After the 2008 financial crisis, I spent a good deal of time serving as an expert on who was to blame when banking organizations failed. As I said later, what struck me most was how well examiners spotted trouble and then how little they did to correct it. One might have thought that the great financial crisis and its cost – $3.5 trillion worldwide just for taxpayers – would suffice to give examiners more gumption now. However, the details of the enforcement actions filed Wednesday by the Fed and OCC make it clear that, in at least one very big case, problems seen were still problems that only got worse. The discretion the Fed and OCC still have to decide when and how to sanction big banks remains only after pitched battles in 2010 with Members of Congress who didn’t trust regulators they thought unduly captive. Many of these Members are still sore losers. If they gain power in 2021, they’ll stop scolding and start legislating.
They’ll have a lot of ammunition. The two Citi enforcement agreements are sobering reading. The supervisory orders lay out a litany of infractions going back to a 2013 Fed order on anti-money laundering and proceed through a 2015 Fed order on foreign-exchange compliance to a 2017 high-profile AML enforcement action, a 2019 OCC penalty for Fair Housing Act and other violations, a 2020 order from the OCC on flood-insurance violations, and finally to what sounds like a drubbing at about the same time from the Federal Reserve Bank of New York. And, while it’s true that supervisors tend to throw the book at malefactors when agencies are finally spurred into action, the range of fundamental lapses laid out in the OCC’s order are unusually scathing in both detail and the extent to which fundamental, structural risk-management, control, and governance failings are detailed. None of these could have been new.
When all this came to light on Wednesday, comment zeroed in on Citi’s recidivist record and the tolerance supervisors seemed to give it. Although virtually all of Washington’s bandwidth now is consumed by nonstop drama surrounding the President and the election, this perspective will not be lost on those in Congress and, indeed, in some of the supervisory agencies who want to see large banks held more quickly and sternly to account.
The 2008 great financial crisis wasn’t the only one followed by statutory changes aimed at forcing supervisors to intervene early and forcefully. The 1989 response to the S&L crisis overhauled the U.S. supervisory framework in hopes of ending regulatory forbearance. When forbearance was still de rigueur as the S&L crisis of the 1980s turned into the banking crisis of the 1990s, Congress tried again with the “prompt corrective action” framework in the FDIC Improvement Act of 1991. By 2008, it was clear again that many banks and virtually all savings associations had again been backsliding without even a bump or two back uphill from their supervisors. The “early-remediation” provisions embodied in Section 166 of the Dodd-Frank Act are thus aimed at this PCA construct in hopes of making it truly prompt and meaningfully corrective, but rules to do so remain in only proposed form after the Fed took a crack at them.
What might Congress do now to ensure that crime is answered with punishment and how might large banks ensure that justice is tempered not just with mercy, but also knowledge?
There is a strong tendency for bankers to circle the wagons when talk turns to prompt corrective action – given the often contradictory and sometimes even illusory conclusions examiners sometimes reach, companies are understandably loath to allow their examiners to lower any booms. However, forbearance for poor internal practice inevitably leads first to regulatory arbitrage and then to moral hazard followed by heightened risk and, so it seems, a financial crisis every ten years or so. Lowest-common denominator supervision affords lowest-common denominator competitive advantage that ultimately leads to shared political risk and still more regulatory burden, often even then without accompanying supervisory acumen.
After wagon-circling doesn’t work, the conventional response to supervisory and political risk taken together is industry best practices. These often have a calming effect but they are best suited to emerging concerns – cybersecurity, for example. A more effective option is the self-regulatory organizations that have long dignified the securities industry. Despite occasional incidents in which critics cite capture, SROs have an excellent track record. SROs for targeted risks – AML, fair lending, operational resilience, even climate risk — may be viable for the banking industry and even efforts to consider them might enhance credibility in key areas. However, there’s no getting around it – prompt supervisory intervention is essential to prevent poor governance from metastasizing into fragile banks. Self-regulation is an important safeguard, but it’s no substitute for meaningful enforcement. Without it, Congress will get really angry, supervisors will be granted no discretion, banks will be unduly chastised, and risk migration will accelerate. Surely, there’s a better way.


▶ DIRECTIONS: Set the entries below down again, please. Match them exactly.

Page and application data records
——
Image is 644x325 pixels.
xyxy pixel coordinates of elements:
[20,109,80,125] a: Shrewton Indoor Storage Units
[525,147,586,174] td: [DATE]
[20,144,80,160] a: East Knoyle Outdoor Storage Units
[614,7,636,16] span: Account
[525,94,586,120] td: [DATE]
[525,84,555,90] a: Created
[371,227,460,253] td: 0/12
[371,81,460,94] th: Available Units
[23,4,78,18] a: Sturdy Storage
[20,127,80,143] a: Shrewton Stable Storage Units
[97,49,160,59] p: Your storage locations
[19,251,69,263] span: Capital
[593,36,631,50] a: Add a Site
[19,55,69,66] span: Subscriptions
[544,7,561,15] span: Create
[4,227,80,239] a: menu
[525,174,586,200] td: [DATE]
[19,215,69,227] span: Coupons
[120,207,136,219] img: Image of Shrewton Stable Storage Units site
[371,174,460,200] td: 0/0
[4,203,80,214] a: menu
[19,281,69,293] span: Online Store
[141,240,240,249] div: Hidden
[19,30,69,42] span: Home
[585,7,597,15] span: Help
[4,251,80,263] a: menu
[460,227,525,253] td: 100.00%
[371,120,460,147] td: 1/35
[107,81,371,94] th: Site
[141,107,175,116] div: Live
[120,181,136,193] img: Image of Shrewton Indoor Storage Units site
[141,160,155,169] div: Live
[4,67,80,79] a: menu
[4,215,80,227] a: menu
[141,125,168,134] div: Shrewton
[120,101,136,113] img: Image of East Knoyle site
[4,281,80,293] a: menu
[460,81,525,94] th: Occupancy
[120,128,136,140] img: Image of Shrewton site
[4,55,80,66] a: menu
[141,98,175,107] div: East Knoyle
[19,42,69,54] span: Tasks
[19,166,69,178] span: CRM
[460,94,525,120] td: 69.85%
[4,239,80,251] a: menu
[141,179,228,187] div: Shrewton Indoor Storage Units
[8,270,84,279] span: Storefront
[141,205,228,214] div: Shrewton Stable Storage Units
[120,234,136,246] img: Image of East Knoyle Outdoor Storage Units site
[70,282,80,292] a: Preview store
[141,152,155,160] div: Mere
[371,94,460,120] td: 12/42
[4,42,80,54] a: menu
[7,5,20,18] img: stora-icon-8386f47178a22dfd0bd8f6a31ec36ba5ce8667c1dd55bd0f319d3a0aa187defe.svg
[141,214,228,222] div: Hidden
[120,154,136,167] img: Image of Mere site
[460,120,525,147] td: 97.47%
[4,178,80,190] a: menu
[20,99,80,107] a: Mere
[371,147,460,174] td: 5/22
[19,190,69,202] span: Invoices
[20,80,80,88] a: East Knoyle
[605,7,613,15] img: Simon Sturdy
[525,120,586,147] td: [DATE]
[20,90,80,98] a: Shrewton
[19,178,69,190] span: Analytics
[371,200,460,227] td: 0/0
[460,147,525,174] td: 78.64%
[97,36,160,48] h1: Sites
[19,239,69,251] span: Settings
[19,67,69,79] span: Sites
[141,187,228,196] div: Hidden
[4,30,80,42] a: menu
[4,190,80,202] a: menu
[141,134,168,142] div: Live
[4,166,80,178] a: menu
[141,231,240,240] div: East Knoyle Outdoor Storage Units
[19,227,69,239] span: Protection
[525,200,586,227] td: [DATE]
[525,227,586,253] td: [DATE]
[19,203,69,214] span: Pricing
——
▶ OUTPUT FOR THIS TASK:
Image is 644x325 pixels.
xyxy pixel coordinates of elements:
[20,109,80,125] a: Shrewton Indoor Storage Units
[525,147,586,174] td: [DATE]
[20,144,80,160] a: East Knoyle Outdoor Storage Units
[614,7,636,16] span: Account
[525,94,586,120] td: [DATE]
[525,84,555,90] a: Created
[371,227,460,253] td: 0/12
[371,81,460,94] th: Available Units
[23,4,78,18] a: Sturdy Storage
[20,127,80,143] a: Shrewton Stable Storage Units
[97,49,160,59] p: Your storage locations
[19,251,69,263] span: Capital
[593,36,631,50] a: Add a Site
[19,55,69,66] span: Subscriptions
[544,7,561,15] span: Create
[4,227,80,239] a: menu
[525,174,586,200] td: [DATE]
[19,215,69,227] span: Coupons
[120,207,136,219] img: Image of Shrewton Stable Storage Units site
[371,174,460,200] td: 0/0
[4,203,80,214] a: menu
[19,281,69,293] span: Online Store
[141,240,240,249] div: Hidden
[19,30,69,42] span: Home
[585,7,597,15] span: Help
[4,251,80,263] a: menu
[460,227,525,253] td: 100.00%
[371,120,460,147] td: 1/35
[107,81,371,94] th: Site
[141,107,175,116] div: Live
[120,181,136,193] img: Image of Shrewton Indoor Storage Units site
[141,160,155,169] div: Live
[4,67,80,79] a: menu
[4,215,80,227] a: menu
[141,125,168,134] div: Shrewton
[120,101,136,113] img: Image of East Knoyle site
[4,281,80,293] a: menu
[460,81,525,94] th: Occupancy
[120,128,136,140] img: Image of Shrewton site
[4,55,80,66] a: menu
[141,98,175,107] div: East Knoyle
[19,42,69,54] span: Tasks
[19,166,69,178] span: CRM
[460,94,525,120] td: 69.85%
[4,239,80,251] a: menu
[141,179,228,187] div: Shrewton Indoor Storage Units
[8,270,84,279] span: Storefront
[141,205,228,214] div: Shrewton Stable Storage Units
[120,234,136,246] img: Image of East Knoyle Outdoor Storage Units site
[70,282,80,292] a: Preview store
[141,152,155,160] div: Mere
[371,94,460,120] td: 12/42
[4,42,80,54] a: menu
[7,5,20,18] img: stora-icon-8386f47178a22dfd0bd8f6a31ec36ba5ce8667c1dd55bd0f319d3a0aa187defe.svg
[141,214,228,222] div: Hidden
[120,154,136,167] img: Image of Mere site
[460,120,525,147] td: 97.47%
[4,178,80,190] a: menu
[20,99,80,107] a: Mere
[371,147,460,174] td: 5/22
[19,190,69,202] span: Invoices
[20,80,80,88] a: East Knoyle
[605,7,613,15] img: Simon Sturdy
[525,120,586,147] td: [DATE]
[20,90,80,98] a: Shrewton
[19,178,69,190] span: Analytics
[371,200,460,227] td: 0/0
[460,147,525,174] td: 78.64%
[97,36,160,48] h1: Sites
[19,239,69,251] span: Settings
[19,67,69,79] span: Sites
[141,187,228,196] div: Hidden
[4,30,80,42] a: menu
[4,190,80,202] a: menu
[141,134,168,142] div: Live
[4,166,80,178] a: menu
[141,231,240,240] div: East Knoyle Outdoor Storage Units
[19,227,69,239] span: Protection
[525,200,586,227] td: [DATE]
[525,227,586,253] td: [DATE]
[19,203,69,214] span: Pricing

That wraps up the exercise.